It's been two weeks now since various gun control measures went down in flames in the US Senate, prompting President Obama to don his petulance pants and lecture us from the Rose Garden. In that time I've read quite a few pieces by Democrats seeking to explain, in one way or another, how gun control could fail in the wake of the Newtown mass shooting. Some blame the NRA, of course. Some blame Republicans, of course. Some even blame Obama, but not for the reasons I'm going to cite. Pretty much all are long on self-pity and short on self-examination, so here are my criticisms of the pro-gun control side, because they are every bit to blame, if not more, than the NRA and Republicans.(This is a long one, so I'll put most of it below the fold)
Obama's poor leadership
When Obama outsourced the issue to Joe Biden, the probability for meaningful action took an immediate and negative hit. At that moment Obama signalled that it was really going to be business as usual, in other words it was going to be "inside the beltway politics." In the short term that was probably smart politics for Obama personally, but it was also another missed opportunity for him to match the greatness of his office.
He could have taken the role of an honest broker between the two sides and step by step publicly guided the conversation toward what was possible. That would have meant swallowing his own personal preferences for the moment and acting as President of all of these United States to bring both sides together. I suppose many in both party establishments would consider that idea naive, but my gut tells me the less ideological on both sides and independents would have eaten it up. Besides, isn't that the Hope and Change president we've been promised twice now?(I know, I know, that was always phony, but I couldn't resist)
Biden's Poor Leadership
Many projects fail before they even begin because the problem and/or the scope of the solution are not properly defined from the start. I've seen it countless times over the years to the point where I can smell a looming clusterf*ck from a mile away. As I noted here and here, the problems of overall gun violence and mass killing are related but also distinct, and they have related but also distinct solution sets.
A tightly focused effort on Biden's part might have had a chance, but instead we got what was basically a free for all of gun control wish list items, regardless of how effective they would be in preventing the next mass shooting or daily gun violence on the streets.
To be fair to Biden, the Washington Post back in January noted how Obama had tied his hands somewhat from the start. Still, he wasn't just Obama's puppet on this issue. He fully embraced Obama's strategy of foregone conclusions, emotion over reason, and divisiveness through demonization. That worked in the last general election with the media covering their backs, but as shown in the results two weeks ago, it's a disastrous way to try to govern.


◆ **WHAT THE TASK REQUIRES**: When you reach the line containing "Identify the location of a: Campagnes." in the data below, begin returning lines exactly as written, and stop once the line containing "What are the" has been returned.

◆ **ENTRIES PROVIDED**:
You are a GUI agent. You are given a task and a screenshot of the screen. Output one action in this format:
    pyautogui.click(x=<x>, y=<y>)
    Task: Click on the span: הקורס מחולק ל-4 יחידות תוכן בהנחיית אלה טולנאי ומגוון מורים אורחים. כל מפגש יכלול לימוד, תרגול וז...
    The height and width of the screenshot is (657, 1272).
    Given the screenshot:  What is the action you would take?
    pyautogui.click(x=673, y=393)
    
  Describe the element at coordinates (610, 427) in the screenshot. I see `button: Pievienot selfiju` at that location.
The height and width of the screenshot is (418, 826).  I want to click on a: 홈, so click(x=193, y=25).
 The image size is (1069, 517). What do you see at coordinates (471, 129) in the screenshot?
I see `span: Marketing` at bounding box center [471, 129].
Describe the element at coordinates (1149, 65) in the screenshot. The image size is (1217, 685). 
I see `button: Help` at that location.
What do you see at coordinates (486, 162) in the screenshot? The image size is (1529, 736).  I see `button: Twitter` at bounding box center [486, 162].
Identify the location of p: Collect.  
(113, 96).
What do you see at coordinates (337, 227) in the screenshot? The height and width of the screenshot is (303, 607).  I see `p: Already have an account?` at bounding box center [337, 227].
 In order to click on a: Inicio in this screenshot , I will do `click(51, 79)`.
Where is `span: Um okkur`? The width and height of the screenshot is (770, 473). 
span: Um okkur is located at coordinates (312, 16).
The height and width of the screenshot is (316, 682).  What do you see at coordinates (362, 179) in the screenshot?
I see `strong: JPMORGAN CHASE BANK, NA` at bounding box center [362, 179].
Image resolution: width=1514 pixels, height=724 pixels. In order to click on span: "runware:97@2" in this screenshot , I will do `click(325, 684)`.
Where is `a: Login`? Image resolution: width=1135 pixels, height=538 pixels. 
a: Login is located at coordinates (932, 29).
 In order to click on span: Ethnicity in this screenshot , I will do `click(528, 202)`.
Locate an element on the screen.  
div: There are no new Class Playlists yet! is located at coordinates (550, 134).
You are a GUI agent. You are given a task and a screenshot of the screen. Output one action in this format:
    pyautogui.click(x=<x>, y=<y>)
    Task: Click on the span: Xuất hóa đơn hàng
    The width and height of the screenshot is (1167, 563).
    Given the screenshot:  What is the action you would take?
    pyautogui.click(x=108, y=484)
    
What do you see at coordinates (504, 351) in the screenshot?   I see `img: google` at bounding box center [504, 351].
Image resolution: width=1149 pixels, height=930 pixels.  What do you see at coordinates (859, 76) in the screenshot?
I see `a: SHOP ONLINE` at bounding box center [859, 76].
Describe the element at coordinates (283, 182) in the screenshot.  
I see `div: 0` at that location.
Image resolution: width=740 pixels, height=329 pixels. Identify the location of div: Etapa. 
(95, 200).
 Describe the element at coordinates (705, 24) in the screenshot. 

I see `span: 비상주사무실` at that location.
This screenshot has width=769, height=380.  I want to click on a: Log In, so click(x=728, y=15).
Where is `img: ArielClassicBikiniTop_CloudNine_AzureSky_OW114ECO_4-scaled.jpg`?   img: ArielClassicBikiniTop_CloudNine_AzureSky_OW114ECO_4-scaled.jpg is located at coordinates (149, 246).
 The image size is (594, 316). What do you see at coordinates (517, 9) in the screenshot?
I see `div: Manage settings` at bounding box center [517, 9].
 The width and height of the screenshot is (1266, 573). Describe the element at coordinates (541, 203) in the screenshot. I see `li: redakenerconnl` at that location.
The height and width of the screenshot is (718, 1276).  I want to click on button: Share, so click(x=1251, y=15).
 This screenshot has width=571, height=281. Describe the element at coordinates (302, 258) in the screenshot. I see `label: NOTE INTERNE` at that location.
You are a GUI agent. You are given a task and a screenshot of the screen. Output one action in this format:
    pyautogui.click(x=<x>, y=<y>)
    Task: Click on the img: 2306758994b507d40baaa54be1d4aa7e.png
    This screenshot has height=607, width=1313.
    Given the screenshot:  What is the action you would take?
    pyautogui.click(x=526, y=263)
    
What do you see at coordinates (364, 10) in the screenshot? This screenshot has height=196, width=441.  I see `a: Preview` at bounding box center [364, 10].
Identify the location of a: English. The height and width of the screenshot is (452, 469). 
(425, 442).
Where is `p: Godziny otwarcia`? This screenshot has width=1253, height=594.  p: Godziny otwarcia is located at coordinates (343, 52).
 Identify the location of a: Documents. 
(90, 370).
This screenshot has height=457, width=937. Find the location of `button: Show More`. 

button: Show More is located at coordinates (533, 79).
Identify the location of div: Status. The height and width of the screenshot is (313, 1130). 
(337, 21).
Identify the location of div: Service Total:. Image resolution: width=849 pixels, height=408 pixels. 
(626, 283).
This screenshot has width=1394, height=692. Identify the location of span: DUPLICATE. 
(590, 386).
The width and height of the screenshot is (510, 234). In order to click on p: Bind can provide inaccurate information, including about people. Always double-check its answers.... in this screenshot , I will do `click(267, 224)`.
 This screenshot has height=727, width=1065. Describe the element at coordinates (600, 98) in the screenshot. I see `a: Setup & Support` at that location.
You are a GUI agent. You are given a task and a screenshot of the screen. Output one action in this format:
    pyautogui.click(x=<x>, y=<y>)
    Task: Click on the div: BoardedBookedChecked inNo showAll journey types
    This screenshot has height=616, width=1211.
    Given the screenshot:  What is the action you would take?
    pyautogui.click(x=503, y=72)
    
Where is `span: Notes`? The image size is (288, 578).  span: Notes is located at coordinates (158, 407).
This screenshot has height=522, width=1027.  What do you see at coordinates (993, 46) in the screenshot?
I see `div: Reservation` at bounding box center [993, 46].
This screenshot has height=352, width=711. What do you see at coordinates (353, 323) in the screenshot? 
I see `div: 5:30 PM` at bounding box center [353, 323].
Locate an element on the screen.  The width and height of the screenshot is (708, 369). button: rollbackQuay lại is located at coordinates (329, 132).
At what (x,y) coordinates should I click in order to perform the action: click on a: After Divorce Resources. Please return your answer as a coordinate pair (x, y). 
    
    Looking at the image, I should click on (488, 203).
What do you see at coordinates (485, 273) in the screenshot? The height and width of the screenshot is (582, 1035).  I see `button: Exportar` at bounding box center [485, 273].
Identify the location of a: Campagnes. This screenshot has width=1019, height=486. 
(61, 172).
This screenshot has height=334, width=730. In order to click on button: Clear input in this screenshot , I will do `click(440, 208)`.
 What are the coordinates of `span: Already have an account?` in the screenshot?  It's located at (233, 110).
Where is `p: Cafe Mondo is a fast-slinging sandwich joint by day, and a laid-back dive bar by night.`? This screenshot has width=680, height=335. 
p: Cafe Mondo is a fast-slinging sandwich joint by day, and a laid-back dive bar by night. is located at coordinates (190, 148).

◆ **EXPECTED OUTPUT**:
Identify the location of a: Campagnes. This screenshot has width=1019, height=486. 
(61, 172).
This screenshot has height=334, width=730. In order to click on button: Clear input in this screenshot , I will do `click(440, 208)`.
 What are the coordinates of `span: Already have an account?` in the screenshot?  It's located at (233, 110).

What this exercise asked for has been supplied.